Sixth Column — Robert A. Heinlein — (1949)

“Huh? Oh, yes, Doctor — what were you going to say?”

“Psychology is not a science because it is too difficult. The scientific mind is usually orderly, with a natural love for order. It resents and tends to ignore fields in which order is not readily apparent. It gravitates to fields in which order is easily found such as the physical sciences, and leaves the more complex fields to those who play by ear, as it were. Thus we have a rigorous science of thermodynamics but are not likely to have a science of psychodynamics for many years yet to come.”

Wilkie swung around so that he faced Brooks. “Do you really believe that, Brooksie?”

“Certainly, my dear Bob.”

Ardmore rapped on his desk, “It’s an interesting subject, and I wish we could continue the discussion, but it looks like rain, and the crops still to get in. Now about this matter of founding a church in Denver — anybody got any ideas?”

CHAPTER SIX

Wilkie said, ” I’m glad I don’t have to tackle it. I wouldn’t have the slightest idea where to start.”

“Ah, but you may have to tackle it, Bob,” Ardmore countered. “We may all have to tackle it. Damn it — if we only had a few hundred that we could depend on! But we haven’t; there are only nine of us.” He sat still for a moment, drumming the table. “Just nine.”

“You’ll never get Colonel Calhoun to make noises like a preacher,” commented Brooks.

“Okay, then — eight. Jeff, how many cities and towns are there in the United States?”

“And you can’t use Frank Mitsui,” persisted Brooks. “For that matter, while I’m willing enough I don’t see how you can use me. I haven’t any more idea of how to go about setting up a fake church than I have about how to teach ballet dancing.”

“Don’t fret about it, Doctor, neither have I. We’ll play by ear.

Fortunately there aren’t any rules. We can cook it up to suit ourselves.”

“But how are you going to be convincing?”

“We don’t have to be convincing — not in the sense of getting converts.

Real converts might prove to be a nuisance. We just have to be convincing enough to look like a legitimate religion to our overlords.

And that doesn’t have to be very convincing. All religions look equally silly from the outside. Take the — ” Ardmore caught a look on Scheer’s face and said, “Sorry! I don’t mean to tread on anybody’s toes. But it’s a fact just the same and one that we will make military use of. Take any religious mystery, any theological proposition: expressed in ordinary terms it will read like sheer nonsense to the outsider, from the ritualistic, symbolic eating of human flesh and blood practiced by all the Christian sects to the outright cannibalism practiced by some savages.”

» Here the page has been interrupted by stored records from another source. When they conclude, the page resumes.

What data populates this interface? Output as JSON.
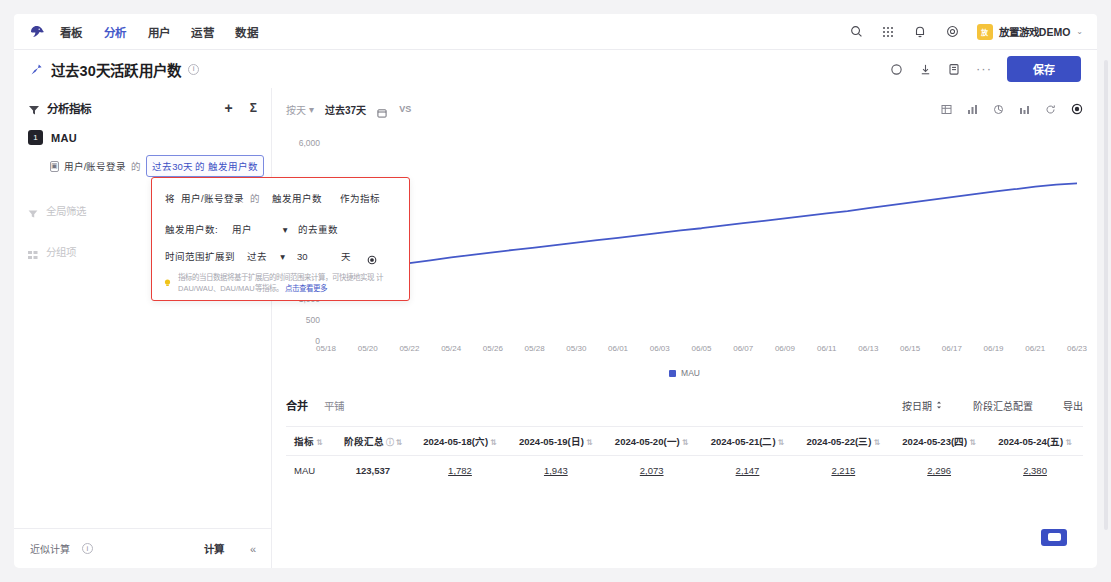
{
  "topnav": {
    "logo_icon": "bird-logo-icon",
    "items": [
      {
        "label": "看板",
        "active": false
      },
      {
        "label": "分析",
        "active": true
      },
      {
        "label": "用户",
        "active": false
      },
      {
        "label": "运营",
        "active": false
      },
      {
        "label": "数据",
        "active": false
      }
    ],
    "icons": [
      "search-icon",
      "grid-apps-icon",
      "bell-icon",
      "settings-gear-icon"
    ],
    "user": {
      "avatar_initials": "放",
      "name": "放置游戏DEMO",
      "caret": "⌄",
      "avatar_color": "#f5c33b"
    }
  },
  "title_row": {
    "pin_icon": "pin-icon",
    "title": "过去30天活跃用户数",
    "info_icon": "info-circle-icon",
    "actions": [
      "history-icon",
      "download-icon",
      "copy-icon"
    ],
    "more": "···",
    "save_label": "保存",
    "save_color": "#3b4fc4"
  },
  "left_panel": {
    "header_icon": "funnel-metric-icon",
    "header_title": "分析指标",
    "add_label": "+",
    "sigma_label": "Σ",
    "metric": {
      "badge": "1",
      "name": "MAU",
      "event_icon": "event-icon",
      "event_label": "用户/账号登录",
      "de_1": "的",
      "chip_label": "过去30天 的 触发用户数"
    },
    "items": [
      {
        "icon": "filter-icon",
        "label": "全局筛选"
      },
      {
        "icon": "group-icon",
        "label": "分组项"
      }
    ],
    "bottom": {
      "approx_label": "近似计算",
      "approx_info_icon": "info-circle-icon",
      "calc_label": "计算",
      "collapse_icon": "«"
    }
  },
  "popup": {
    "row1": {
      "prefix": "将",
      "event": "用户/账号登录",
      "de": "的",
      "metric": "触发用户数",
      "suffix": "作为指标"
    },
    "row2": {
      "label": "触发用户数:",
      "select": "用户",
      "caret": "▾",
      "suffix": "的去重数"
    },
    "row3": {
      "label": "时间范围扩展到",
      "select": "过去",
      "caret": "▾",
      "value": "30",
      "unit": "天",
      "gear_icon": "settings-gear-icon"
    },
    "tip": {
      "bulb_icon": "lightbulb-icon",
      "line1": "指标的当日数据将基于扩展后的时间范围来计算，可快捷地实现",
      "line2": "计DAU/WAU、DAU/MAU等指标。",
      "link": "点击查看更多"
    },
    "border_color": "#e8403a"
  },
  "chart_toolbar": {
    "granularity": "按天",
    "granularity_caret": "▾",
    "range": "过去37天",
    "calendar_icon": "calendar-icon",
    "vs_label": "VS",
    "right_icons": [
      "table-chart-icon",
      "bar-chart-icon",
      "pie-chart-icon",
      "column-chart-icon",
      "refresh-icon",
      "settings-gear-icon"
    ]
  },
  "chart_data": {
    "type": "line",
    "title": "",
    "xlabel": "",
    "ylabel": "",
    "ylim": [
      0,
      6000
    ],
    "ytick_labels": [
      "6,000",
      "1,000",
      "500",
      "0"
    ],
    "grid": false,
    "legend": [
      {
        "name": "MAU",
        "color": "#4559c9"
      }
    ],
    "legend_position": "bottom",
    "x": [
      "05/18",
      "05/19",
      "05/20",
      "05/21",
      "05/22",
      "05/23",
      "05/24",
      "05/25",
      "05/26",
      "05/27",
      "05/28",
      "05/29",
      "05/30",
      "05/31",
      "06/01",
      "06/02",
      "06/03",
      "06/04",
      "06/05",
      "06/06",
      "06/07",
      "06/08",
      "06/09",
      "06/10",
      "06/11",
      "06/12",
      "06/13",
      "06/14",
      "06/15",
      "06/16",
      "06/17",
      "06/18",
      "06/19",
      "06/20",
      "06/21",
      "06/22",
      "06/23"
    ],
    "xtick_labels": [
      "05/18",
      "05/20",
      "05/22",
      "05/24",
      "05/26",
      "05/28",
      "05/30",
      "06/01",
      "06/03",
      "06/05",
      "06/07",
      "06/09",
      "06/11",
      "06/13",
      "06/15",
      "06/17",
      "06/19",
      "06/21",
      "06/23"
    ],
    "series": [
      {
        "name": "MAU",
        "color": "#4559c9",
        "values": [
          1782,
          1943,
          2073,
          2147,
          2215,
          2296,
          2380,
          2455,
          2530,
          2600,
          2665,
          2740,
          2810,
          2880,
          2950,
          3020,
          3090,
          3160,
          3225,
          3300,
          3370,
          3440,
          3510,
          3580,
          3650,
          3720,
          3800,
          3880,
          3960,
          4040,
          4120,
          4200,
          4280,
          4350,
          4420,
          4480,
          4520
        ]
      }
    ]
  },
  "table_header": {
    "tabs": [
      {
        "label": "合并",
        "active": true
      },
      {
        "label": "平铺",
        "active": false
      }
    ],
    "actions": [
      {
        "label": "按日期",
        "icon": "sort-icon"
      },
      {
        "label": "阶段汇总配置",
        "icon": ""
      },
      {
        "label": "导出",
        "icon": ""
      }
    ]
  },
  "table": {
    "columns": [
      {
        "label": "指标",
        "sort": "⇅"
      },
      {
        "label": "阶段汇总",
        "info": "ⓘ",
        "sort": "⇅"
      },
      {
        "label": "2024-05-18(六)",
        "sort": "⇅"
      },
      {
        "label": "2024-05-19(日)",
        "sort": "⇅"
      },
      {
        "label": "2024-05-20(一)",
        "sort": "⇅"
      },
      {
        "label": "2024-05-21(二)",
        "sort": "⇅"
      },
      {
        "label": "2024-05-22(三)",
        "sort": "⇅"
      },
      {
        "label": "2024-05-23(四)",
        "sort": "⇅"
      },
      {
        "label": "2024-05-24(五)",
        "sort": "⇅"
      }
    ],
    "rows": [
      {
        "metric": "MAU",
        "total": "123,537",
        "values": [
          "1,782",
          "1,943",
          "2,073",
          "2,147",
          "2,215",
          "2,296",
          "2,380"
        ]
      }
    ]
  },
  "fab": {
    "icon": "chat-support-icon",
    "color": "#3b4fc4"
  }
}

“Wait a minute, now!” he went on. “Don’t throw anything at me. I’m not passing judgments on any religious beliefs or practices; I’m just pointing out that we are free to do anything at all, so long as we call it a religious practice and so long as we don’t tread on the toes of the monkey men. But we have to decide what it is we are going to do and what it is we are going to say.”

“It’s not the double-talk that worries me,” said Thomas. “I just stuck to saying nothing in big words and it worked out all right. It’s the matter of getting an actual toe hold in the cities. We just haven’t got enough people to do it. Was that what you were thinking about when you asked me how many cities and towns there are in the country?”

“Mmm, yes. We can’t act we don’t dare act, until we cover the United States like a blanket. We’ll have to make up our minds to a long war.”

“Major, why do you want to cover every city and town?”

Ardmore looked interested. “Keep talking.”

“Well,” Thomas went on diffidently, “from what we’ve already learned the PanAsians don’t maintain real military force in every hamlet. There are between sixty and seventy-five places that they have garrisoned. Most towns just have a sort of combination tax collector, mayor, and chief of police to see that the orders of the Hand are carried out. The local panjandrum isn’t even a soldier, properly speaking, even though he goes armed and wears a uniform. He’s sort of an M. P., a civil servant acting as a military governor. I think we can afford to ignore him; his power wouldn’t last five minutes if he weren’t backed up by the troops and weapons in the garrisoned cities.”